My favorite piece on the album is "Ecuatorial" and that is due to the surprising instruments that come up out of the arrangement.  A powerful organ meets Thomas Paul's bass singing mixed with a series of percussion instruments.  Also, there are two Ondes Martenot (invented in 1928), which is an early electronic keyboard that sounds very much like a theremin. The other thing that is a real plus for me is using the poetry of Vincente Huidobro in the composition "Offrandes," who was a fantastic poet, and friend of Picasso and I presume Varèse as well.   Great album. 

Friday, April 28, 2017

Brian Wilson - "Presents Smile" CD, Album, U.S. 2004 (Nonesuch)


Such an articulate and well-thought album, and incredibly up to the title "Smile," yet the original recording by The Beach Boys was one of complete misery.  The saddest Beach Boy had to dig in a profound psychotic state to produce this masterpiece.  The irony is that this is one of the great 'sunny' albums ever made.  Once over that cultural shock, one is amazed that Brian and company decided to do a re-recorded version of what once thought was a lost masterpiece.  But nothing is lost, and now we have two separate albums.  One is the re-discovered Beach Boys recording and of course, the Brian Wilson re-did version of 2004.   The Beach Boys version in another post.  

Wilson and his co-pilot for this project (and long time band member) Darian Sahanaja did a remarkable job in bringing this album back from the darkness.   Almost a clinical study in how to bring up something dead to life.  Lazarus indeed!   The album touches on exotica but also American theater music.  It reminds me at times of Aaron Copeland's orchestral scores.   The vastness of America on one album.   The album is eccentric in that it paints a big picture of what things should be, and I think the sadness that comes with the album is knowing the story behind it, but alas, an imaginary landscape.  

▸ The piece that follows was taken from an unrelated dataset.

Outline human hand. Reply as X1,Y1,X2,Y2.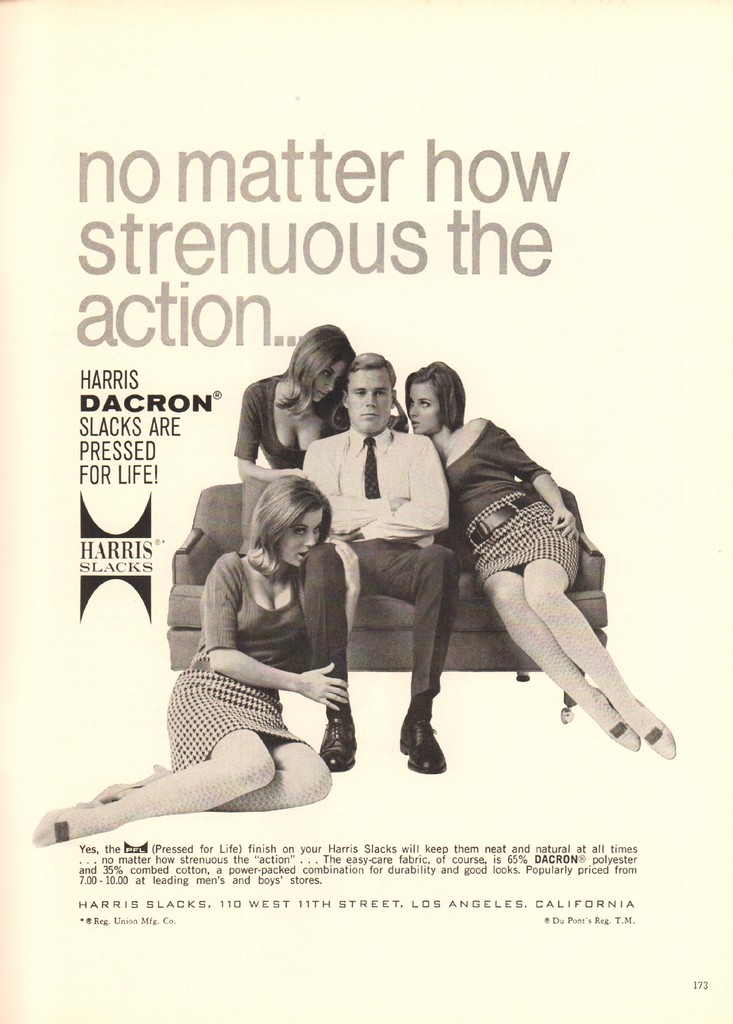
298,659,352,716.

For those who know the Beach Boys' "Smiley Smile" or the singles "Heroes and Villians" "Surf's Up," and "Good Vibrations" is re-hearing these classics in their rightful place and time.  It's like getting a sketch, but now we have the whole painting.   Everything fits well.   Van Dyke Parks' lyrics are incredible, and it's amazing that he jumped on the Brian Wilson train to fulfill this adventure.   "Smile" as I listen to it, seems like an old-fashioned musical.  There is nothing really avant-garde about it, yet, it is very much a modern work.   Also, it doesn't compare to any other works out there. It's very original in its scope and sound.   A toe tapper!